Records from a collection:

=-=-=

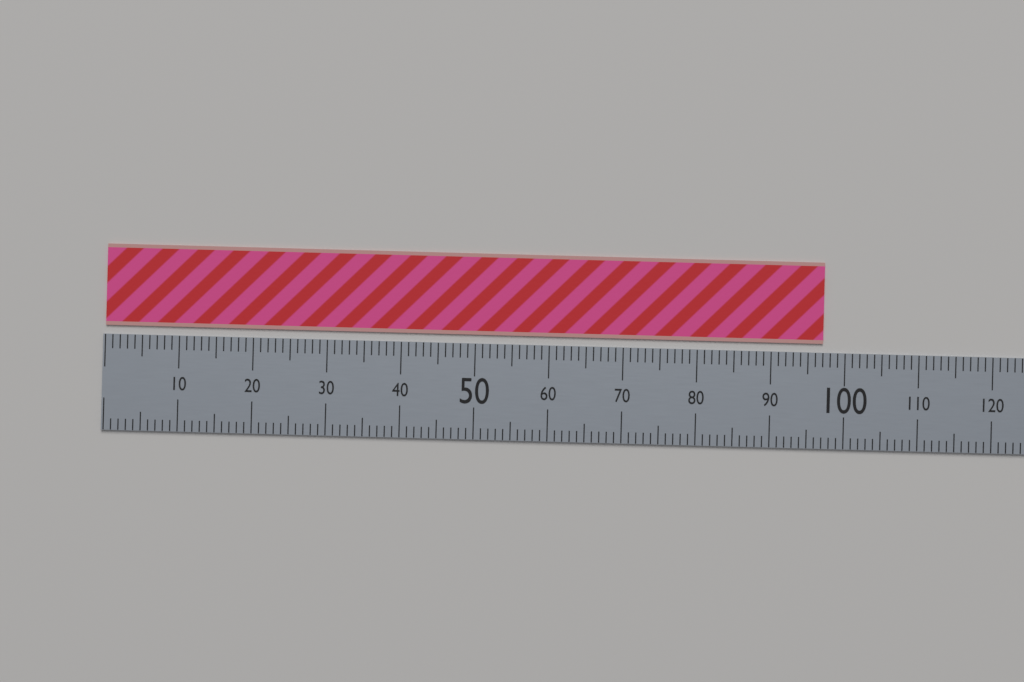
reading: 97 (no unit)
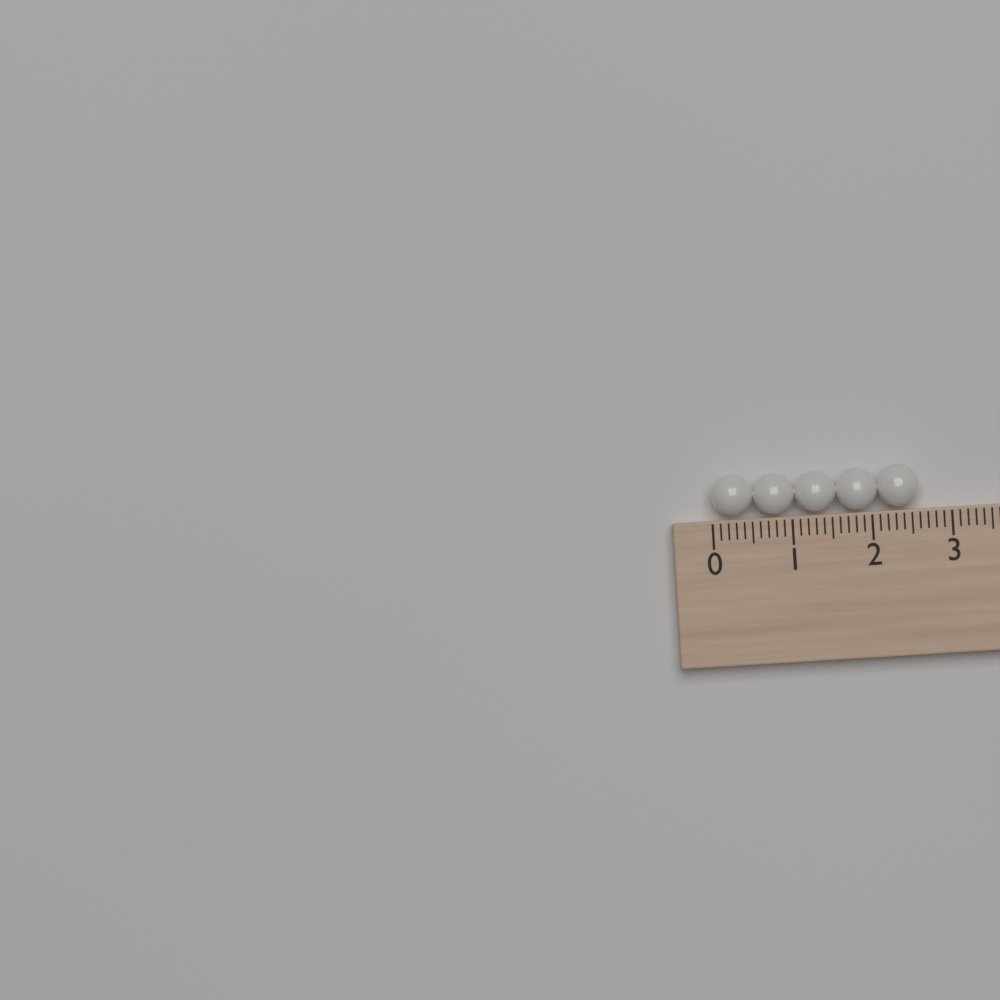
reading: 2.6 (no unit)
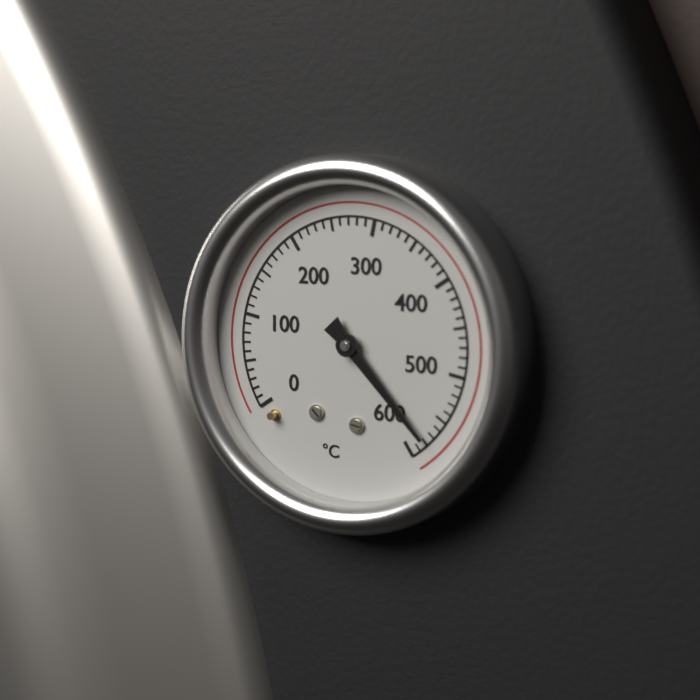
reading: 580 °C
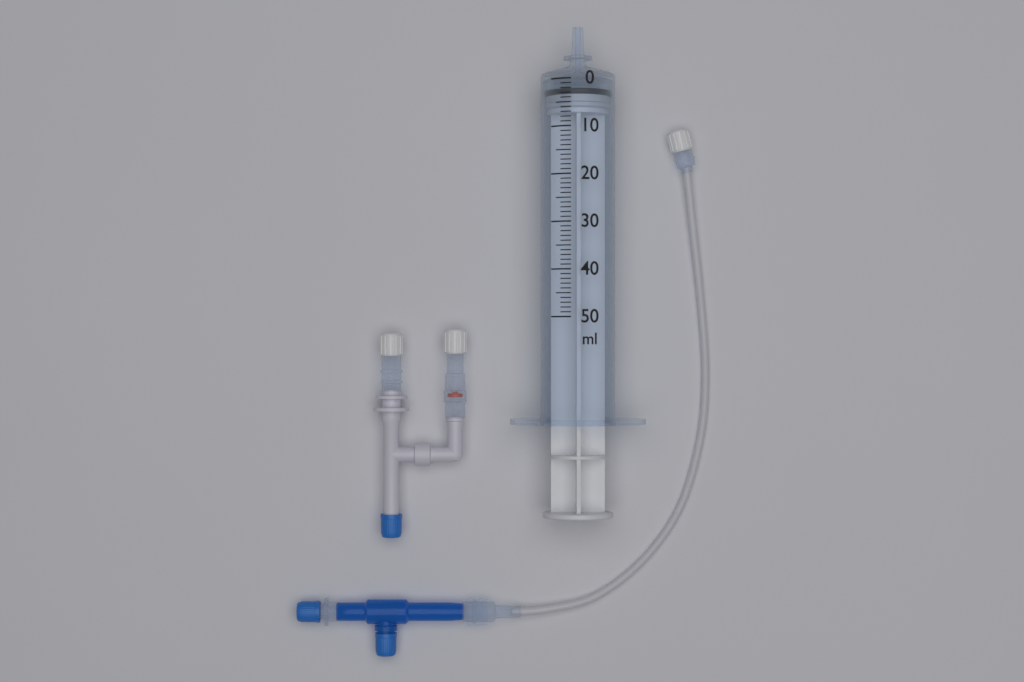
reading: 2 ml
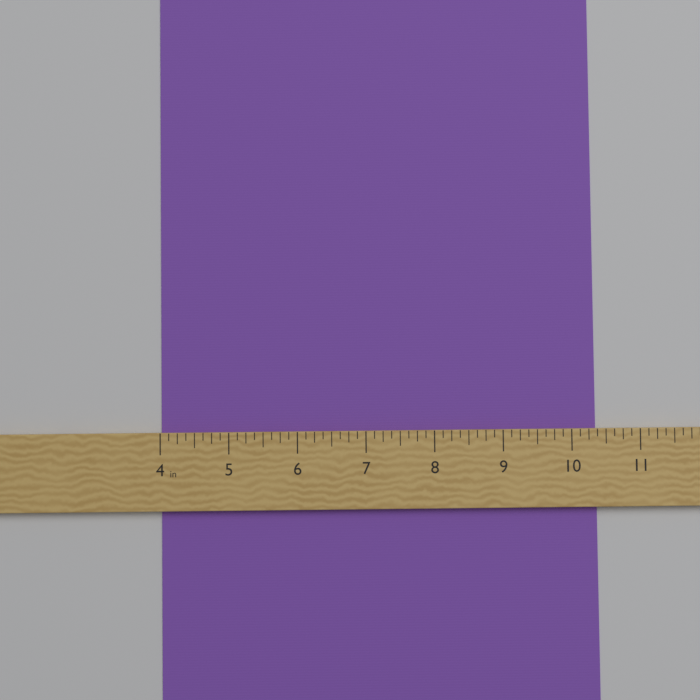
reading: 10.375 in
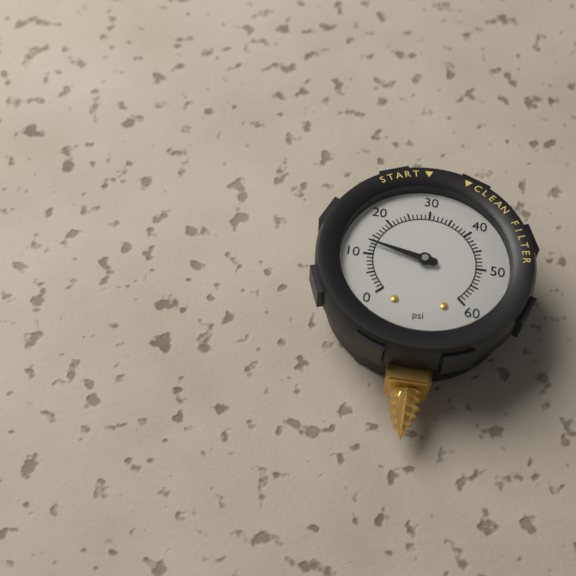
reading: 13 psi
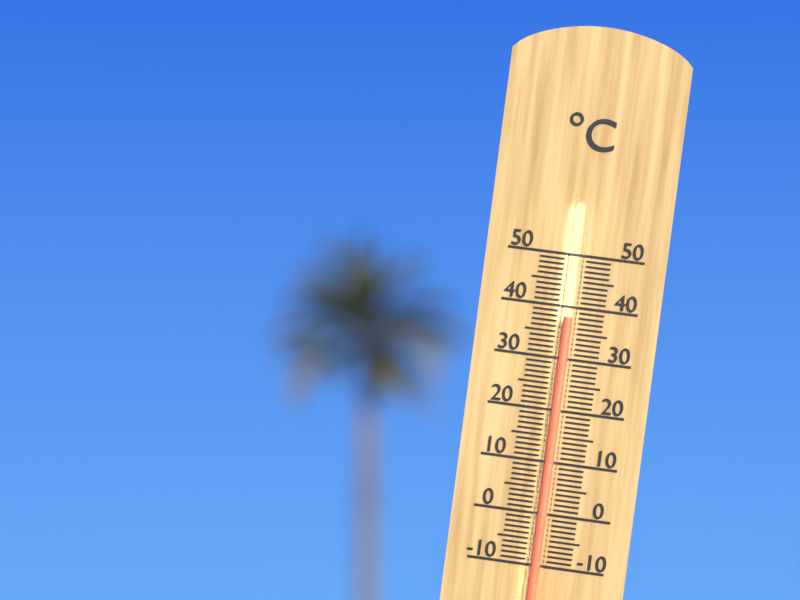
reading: 38 °C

=-=-=

I'd like the data above duplicated exactly, with no pictures included.

TASK RESPONSE:
reading: 97 (no unit)
reading: 2.6 (no unit)
reading: 580 °C
reading: 2 ml
reading: 10.375 in
reading: 13 psi
reading: 38 °C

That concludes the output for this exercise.